Recession Survival for PR and Marketing

Filed under: — Janis Johnson @ 7:07 pm

The impact of the recession on communications practitioners is game-changing. I’ve been thinking about that forecast ever since the “Financial Meltdown Mania” panel discussion by the San Francisco chapter of the International Association of Business Communicators (IABC) as 2009 had gotten underway.

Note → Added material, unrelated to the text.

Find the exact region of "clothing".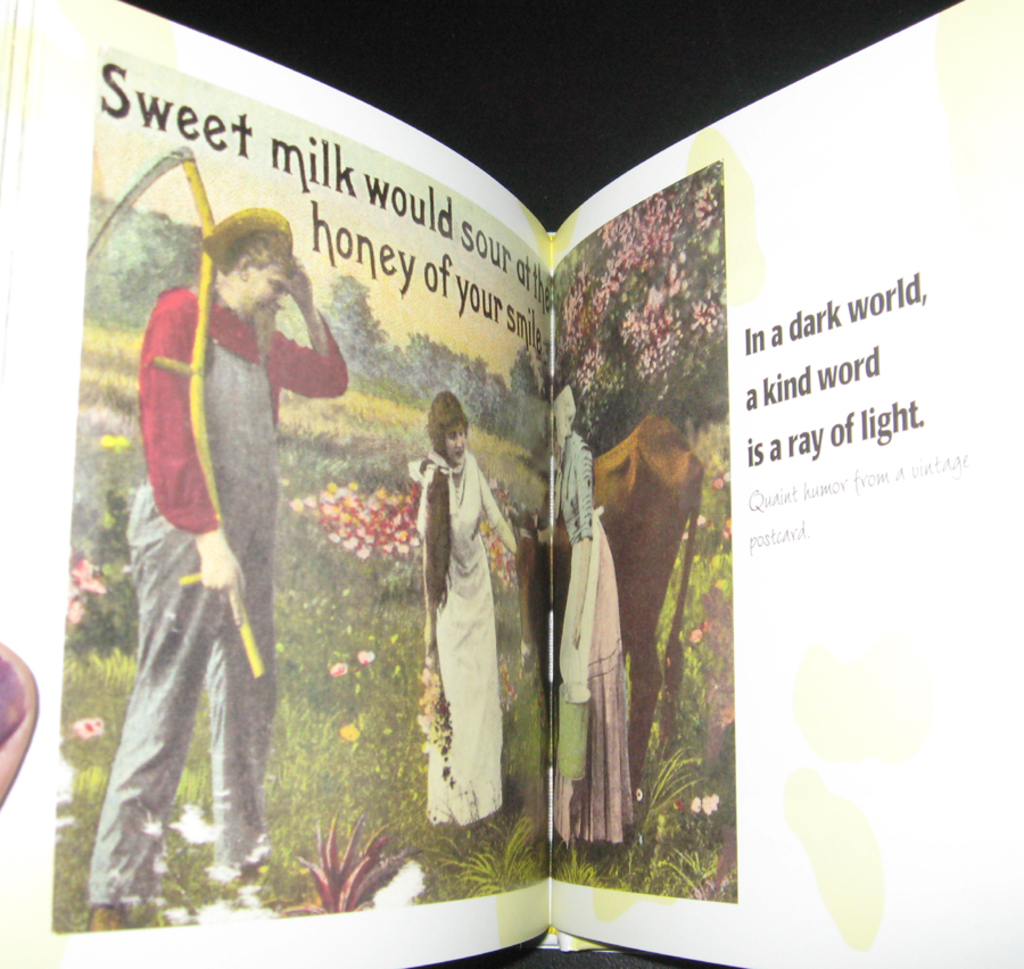
Exact region: select_region(86, 283, 348, 908).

Our Bay Area senior communicator colleagues from Double Forte, Goodwill Industries, Cisco, Wells Fargo Advantage Funds and Hart Communications followed a meltdown analysis by Tom Osborne, vice president for alliances at Exeros (“the only thing that remains the same is historical ignorance”).

The overall takeaways:

  • Strong companies with a good story to tell have a marketing opportunity to get their messages out.
  • Marketing in the crisis is not just about products but thought leadership.
  • Status quo is not going to make it.

Useful tips:

  • Leverage a niche that can be developed.
  • Develop a communications playbook to drive marketing strategy, internally and externally, with a focus on expanding customer relationships while preparing for the economic upturn.
  • Maintain transparency, be realistic, empower new communicators among your employees.
  • Focus on the value that you can deliver.
  • Communicate more — long periods of deafening silence, especially internally, breed fear and mistrust.
  • As with any crisis, say what you know – and also what you don’t know.
  • Don’t be afraid to break your model and try new things.